Over the past 6-8 months, however, the multiple has contracted further, both in absolute terms (to under 10) and relative (to a discount of more than 40%).  In fact, yesterday’s Wall Street Journal had an article comparing AAPL with HWP and DELL.  That’s kind of like comparing night and day–the single thing I can see that ties AAPL to these two truly terrible companies is the similarity of their price earnings multiples.

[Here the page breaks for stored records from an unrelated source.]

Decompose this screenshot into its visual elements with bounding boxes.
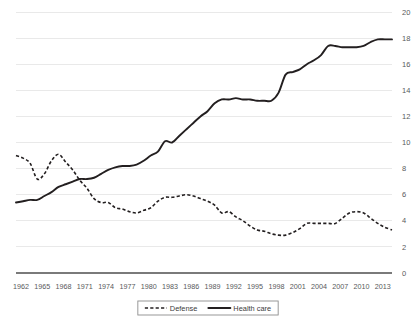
y-tick-label: 14 [402, 86, 410, 95]
y-tick-label: 18 [402, 34, 410, 43]
data-series [16, 39, 392, 235]
y-tick-label: 6 [402, 190, 406, 199]
x-tick-label: 2004 [311, 282, 327, 291]
x-axis-tick-labels: 1962196519681971197419771980198319861989… [13, 282, 391, 291]
legend-label-health-care[interactable]: Health care [233, 304, 271, 313]
chart-canvas: 02468101214161820 1962196519681971197419… [0, 0, 420, 331]
x-tick-label: 1968 [56, 282, 72, 291]
y-tick-label: 16 [402, 60, 410, 69]
chart-legend[interactable]: DefenseHealth care [138, 301, 278, 315]
x-tick-label: 2013 [375, 282, 391, 291]
x-tick-label: 1962 [13, 282, 29, 291]
y-tick-label: 10 [402, 138, 410, 147]
x-tick-label: 1986 [183, 282, 199, 291]
y-tick-label: 2 [402, 243, 406, 252]
y-tick-label: 8 [402, 164, 406, 173]
x-tick-label: 1971 [77, 282, 93, 291]
x-tick-label: 2001 [290, 282, 306, 291]
x-tick-label: 1974 [98, 282, 114, 291]
x-tick-label: 2007 [332, 282, 348, 291]
line-chart: 02468101214161820 1962196519681971197419… [0, 0, 420, 331]
x-tick-label: 2010 [354, 282, 370, 291]
y-axis-tick-labels: 02468101214161820 [402, 8, 410, 278]
x-tick-label: 1989 [205, 282, 221, 291]
gridlines [16, 12, 392, 273]
x-tick-label: 1977 [119, 282, 135, 291]
x-tick-label: 1965 [34, 282, 50, 291]
x-tick-label: 1992 [226, 282, 242, 291]
x-tick-label: 1980 [141, 282, 157, 291]
x-tick-label: 1998 [268, 282, 284, 291]
y-tick-label: 20 [402, 8, 410, 17]
x-tick-label: 1995 [247, 282, 263, 291]
y-tick-label: 4 [402, 216, 406, 225]
x-tick-label: 1983 [162, 282, 178, 291]
y-tick-label: 0 [402, 269, 406, 278]
y-tick-label: 12 [402, 112, 410, 121]
legend-label-defense[interactable]: Defense [170, 304, 198, 313]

Yes, when fast growers begin to slow down, the PE contracts, often violently.  And because a good portion of the contraction is an emotional thing, the multiple shrinkage is usually greater than one would expect.  But even seeing this process over and over, I didn’t imagine that a fundamentally sound company like AAPL could be trading at 9x in a market trading at 15x.

where to from here?

Note, first, that I’ve been wrong about the stock for a while.

I think the stock buyback makes economic sense, and it will probably at least stabilize the AAPL stock price.  I don’t think the addition of debt to the capital structure will have any effect.

It may be a big stretch, but to me the 15% dividend increase says that’s what AAPL’s board expects its earnings growth rate over the next few years to be, financial engineering aside.  I think that’s a reasonable assumption, and could be conservative.

AAPL management would do the most for its stock by being more forthright with investors about current business challenges and how it plans to deal with them.  That’s not likely, however, if the 2Q13 earnings call is any indication.

That leaves holders waiting for new product announcements–and subsequent earnings acceleration–at summer’s end.